Medical experts have warned for months that the United States lags far behind other countries in coronavirus research, both in terms of speed and completeness of approach. In early December, the discovery of a faster spread of COVID-19 in the UK made urgent the need for genetic sequencing that will help determine whether treatment regimens and vaccines remain effective against new mutations in the virus.
In the US, the first case of British variant B.1.17 was discovered in Colorado in December, and since then at least 15 states have identified strains. Public health experts say it is likely to spread unseen here, a victim of the country’s delayed COVID-19 sequencing campaign, and warned that other new domestic variants could move without anyone’s knowledge.
It is estimated that the United States will lag behind more than 30 nations in their sequencing effort, according to a Broad Institute analysis of the GISAID Global Database.
But Colorado, where the first case of the fastest-spread variant was found in the US, is rushing to reverse this trend. The state has expanded its public health staff and equipment to accelerate its efforts. Its laboratories have identified the genetic sequencing of 1,400 samples so far and are tracking the sequencing of approximately 200 samples per week.
The sequencing process involves extracting and analyzing unique genetic information from a virus sample to look for mutations. These findings help public health researchers track the spread of certain variants of the disease. While mutations are frequent and often harmless, variant B.1.17 appears to spread more easily than previous strains. Both Pfizer and Moderna have said they believe their vaccines will continue to be effective against it.
Even before the Colorado case was identified, laboratories in the state health department conducted diagnostic tests that could immediately signal potential evidence of one of the characteristic mutations of the British variant. It also prepared staff for new procedures to speed up the search for fast-moving errors.
Emily Travanty, scientific director at the Colorado Department of Public Health and the Environment, said she was “really lucky” that the sample of the first case from the United Kingdom to the United States entered her laboratory.
“We don’t have all the samples in the whole state of Colorado, so the sample came here to us and we were looking for some kind of luck,” Travanty said.
Some states have struggled to follow suit. The increasing number of coronavirus cases has forced laboratories to choose between testing the diagnosis of the local population and sequencing the virus, a resource-intensive process that can take several days.
“More than anything else, sequencing has been reduced to staffing,” said Kelly Wroblewski, director of infectious diseases at the Association of Public Health Laboratories (APHL). She said APHL had heard from laboratories frustrated by the “incredibly tight” supply used for both sequencing and other laboratory work.
Researchers at the University of California, Los Angeles were among those who dropped out of sequencing last year on the back of a COVID peak in Southern California.
“We just didn’t have the capacity,” Omai Garner, director of clinical microbiology in the UCLA health system, told CBS News.
“The people I would use for that sequencing are the same people who did the diagnostic tests,” Garner added.
As the Trump administration comes to an end, senior transitional officials in Biden say stepping up sequencing will be a key priority in funds requested from Congress as part of the proposal to rescue President-elect COVID-19.
In November, the Centers for Disease Control and Prevention announced it was expanding its capacity to collect and sequence coronavirus samples from health authorities across the country. Samples sent to CDC labs identified the first cases of B.1.1.7 in several states, including Texas, Indiana and Pennsylvania, state public health officials told CBS News.
This month, Illumina and LabCorp announced new CDC contracts to sequence samples of SARS-CoV-2, the virus that causes COVID-19. Illumina has since identified 51 of the first 54 cases of variant B.1.1.7 in the country.
The CDC also announced in December that it is releasing approximately $ 15 million in funding to support local sequential efforts through the Epidemiology and Laboratory Capacity (ELC) program, which has been rolled out to some public health front-line laboratories. of the pandemic.
A spokesman for the Massachusetts State Public Health Laboratory said the agency received $ 3.4 million in ELC funds, which were allocated for new staff, equipment and supplies. In Utah, officials said the CARES Act funding and an ELC grant of about $ 176,000 helped the state increase its sequencing capacity to about 3,000 samples a day. And in Arkansas, a spokesman said he expects their ELC money to be “soon.”
“They, like us, are growing fast,” Travanty told the CDC. She says the CDC has now doubled the amount of evidence it has asked states for its strain surveillance program.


Word for word, copy the line that contains "Localize each UI component in this 600" and each line after it in the data below. Pictures stay out of the copy.
***** Material shown *****
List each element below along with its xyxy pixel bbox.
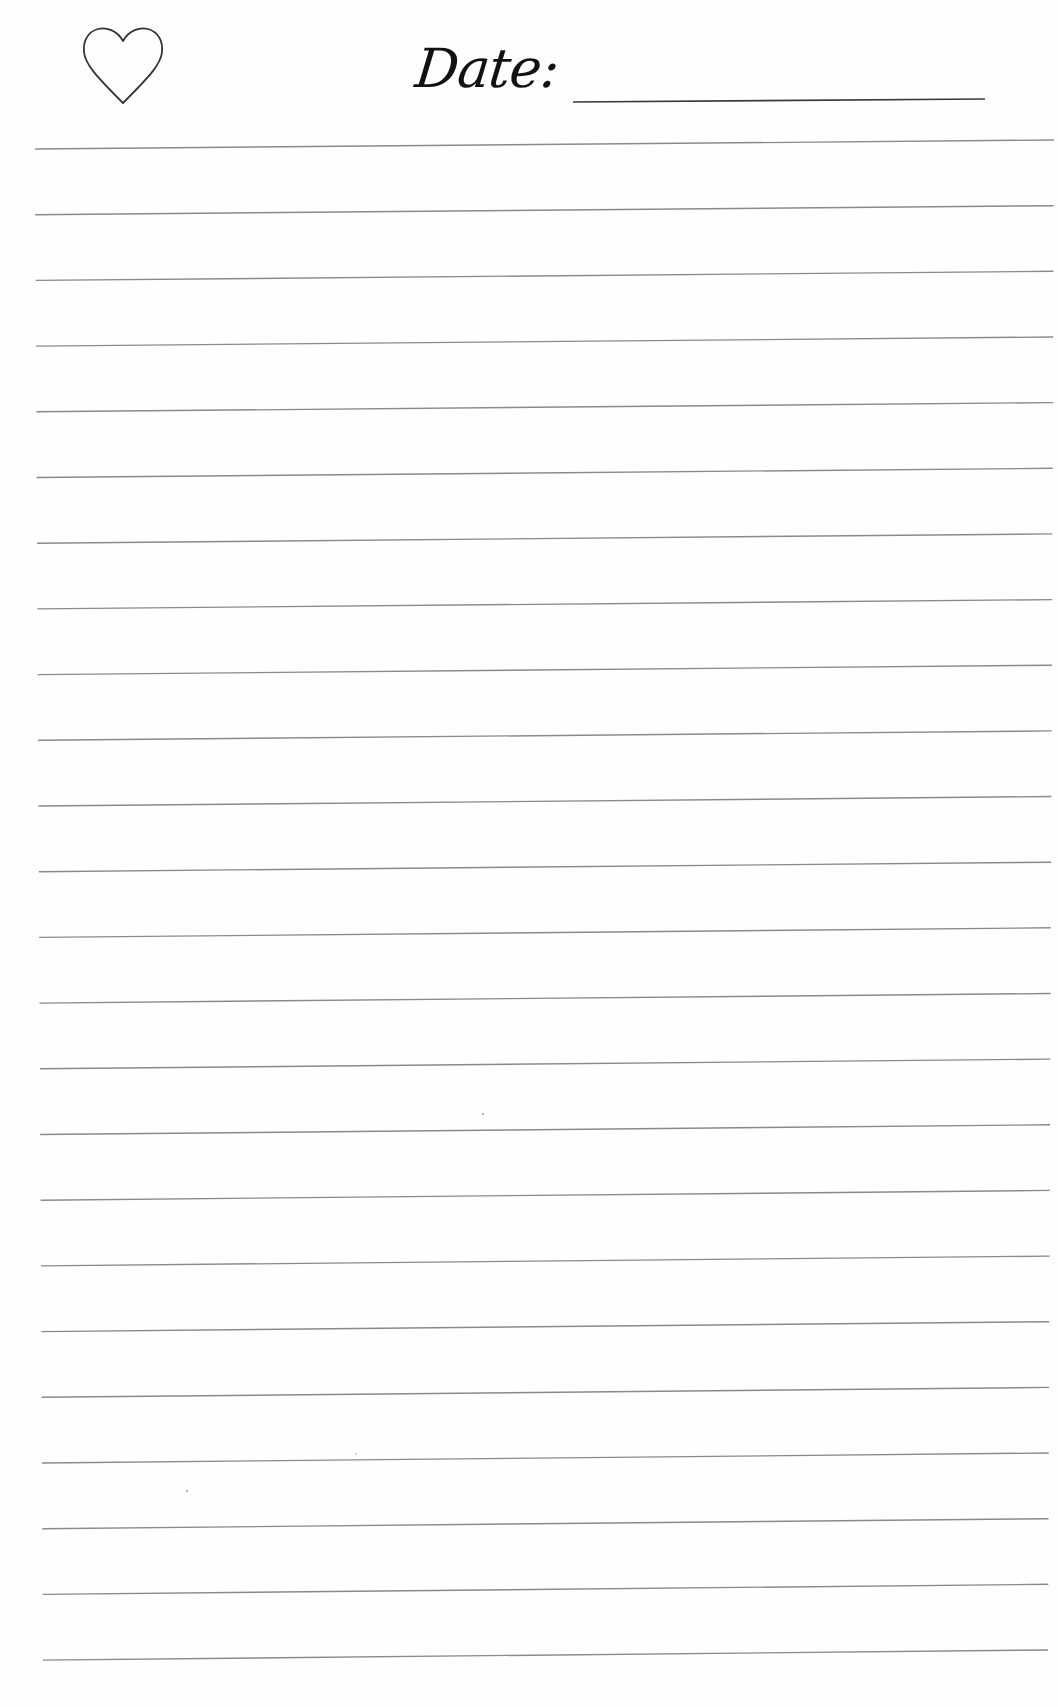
date-input[interactable] [573,84,985,104]
heart-icon [80,24,166,106]
ruled-line [35,140,1054,149]
paper-speck [186,1490,188,1492]
writing-area[interactable] [36,150,1050,1680]
paper-speck [482,1113,484,1115]
journal-page: Date: [0,0,1058,1707]
paper-speck [355,1453,357,1455]
date-label: Date: [412,34,562,104]
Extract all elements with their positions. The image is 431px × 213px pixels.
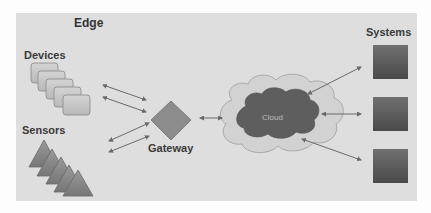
edge-section-title: Edge <box>74 16 103 30</box>
sensors-stack-icon <box>29 140 93 196</box>
gateway-label: Gateway <box>148 142 193 154</box>
cloud-label: Cloud <box>262 113 283 122</box>
systems-stack-icon <box>373 45 408 183</box>
devices-stack-icon <box>31 63 90 115</box>
devices-label: Devices <box>24 49 66 61</box>
gateway-diamond-icon <box>151 101 191 140</box>
systems-label: Systems <box>366 26 411 38</box>
sensors-label: Sensors <box>22 124 65 136</box>
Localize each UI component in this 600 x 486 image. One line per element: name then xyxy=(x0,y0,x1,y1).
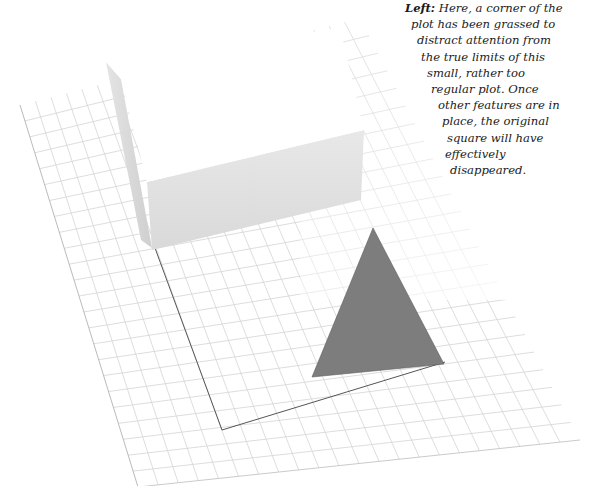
caption-text: place, the original xyxy=(442,114,549,128)
caption-line: plot has been grassed to xyxy=(405,16,595,32)
caption-line: other features are in xyxy=(405,97,595,113)
caption-text: disappeared. xyxy=(450,163,526,177)
caption-text: regular plot. Once xyxy=(431,82,539,96)
caption-line: regular plot. Once xyxy=(405,81,595,97)
caption-text: the true limits of this xyxy=(421,50,545,64)
caption-text: Here, a corner of the xyxy=(435,1,563,15)
caption-line: place, the original xyxy=(405,113,595,129)
caption-line: square will have xyxy=(405,130,595,146)
caption-text: plot has been grassed to xyxy=(411,17,555,31)
caption-text: square will have xyxy=(447,131,543,145)
caption-line: disappeared. xyxy=(405,162,595,178)
caption-text: small, rather too xyxy=(427,66,525,80)
caption-line: distract attention from xyxy=(405,32,595,48)
caption-line: small, rather too xyxy=(405,65,595,81)
caption-line: Left: Here, a corner of the xyxy=(405,0,595,16)
caption-text: effectively xyxy=(445,147,505,161)
caption-text: other features are in xyxy=(438,98,560,112)
caption-line: the true limits of this xyxy=(405,49,595,65)
figure-caption: Left: Here, a corner of theplot has been… xyxy=(405,0,595,178)
caption-lead: Left: xyxy=(405,1,435,15)
caption-line: effectively xyxy=(405,146,595,162)
caption-text: distract attention from xyxy=(417,33,551,47)
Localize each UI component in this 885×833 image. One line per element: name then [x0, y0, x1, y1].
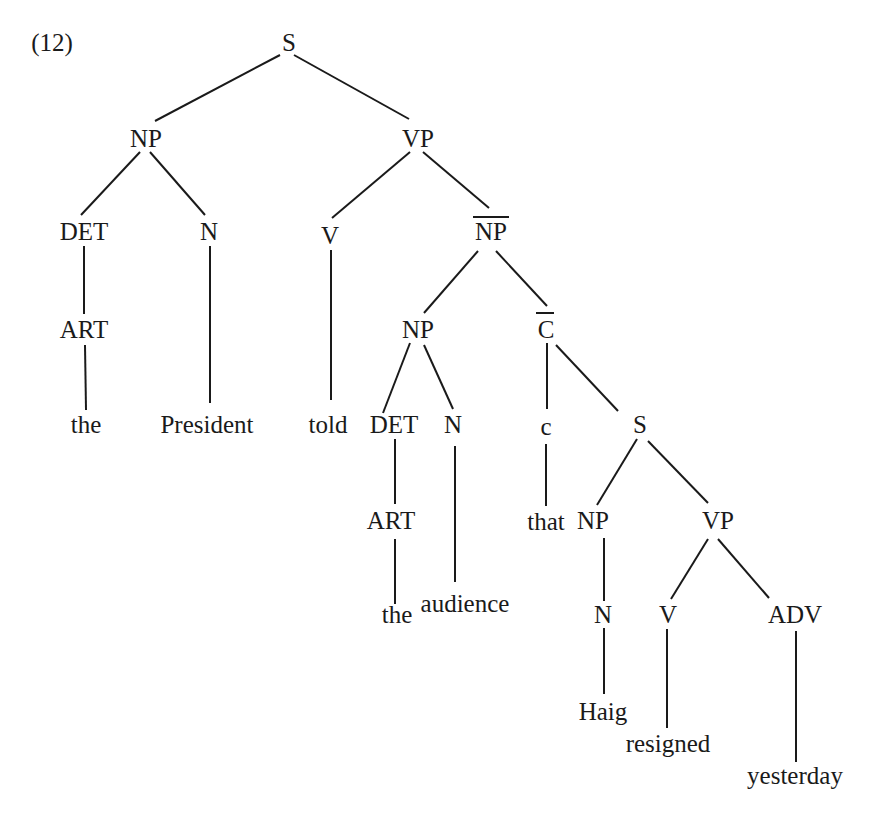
*****
(Your response):
Localize each UI component in this 600 x 486 image. One line per element: name then xyxy=(x0,y0,x1,y1).
caption-text: place, the original xyxy=(442,114,549,128)
caption-line: plot has been grassed to xyxy=(405,16,595,32)
caption-line: other features are in xyxy=(405,97,595,113)
caption-text: disappeared. xyxy=(450,163,526,177)
caption-text: regular plot. Once xyxy=(431,82,539,96)
caption-line: regular plot. Once xyxy=(405,81,595,97)
caption-text: the true limits of this xyxy=(421,50,545,64)
caption-text: Here, a corner of the xyxy=(435,1,563,15)
caption-line: place, the original xyxy=(405,113,595,129)
caption-line: square will have xyxy=(405,130,595,146)
caption-text: plot has been grassed to xyxy=(411,17,555,31)
caption-text: square will have xyxy=(447,131,543,145)
caption-line: disappeared. xyxy=(405,162,595,178)
caption-text: small, rather too xyxy=(427,66,525,80)
caption-line: distract attention from xyxy=(405,32,595,48)
caption-line: small, rather too xyxy=(405,65,595,81)
caption-line: Left: Here, a corner of the xyxy=(405,0,595,16)
caption-text: effectively xyxy=(445,147,505,161)
caption-text: other features are in xyxy=(438,98,560,112)
caption-line: the true limits of this xyxy=(405,49,595,65)
figure-caption: Left: Here, a corner of theplot has been… xyxy=(405,0,595,178)
caption-lead: Left: xyxy=(405,1,435,15)
caption-line: effectively xyxy=(405,146,595,162)
caption-text: distract attention from xyxy=(417,33,551,47)
Localize each UI component in this 885×833 image. One line per element: name then [x0, y0, x1, y1].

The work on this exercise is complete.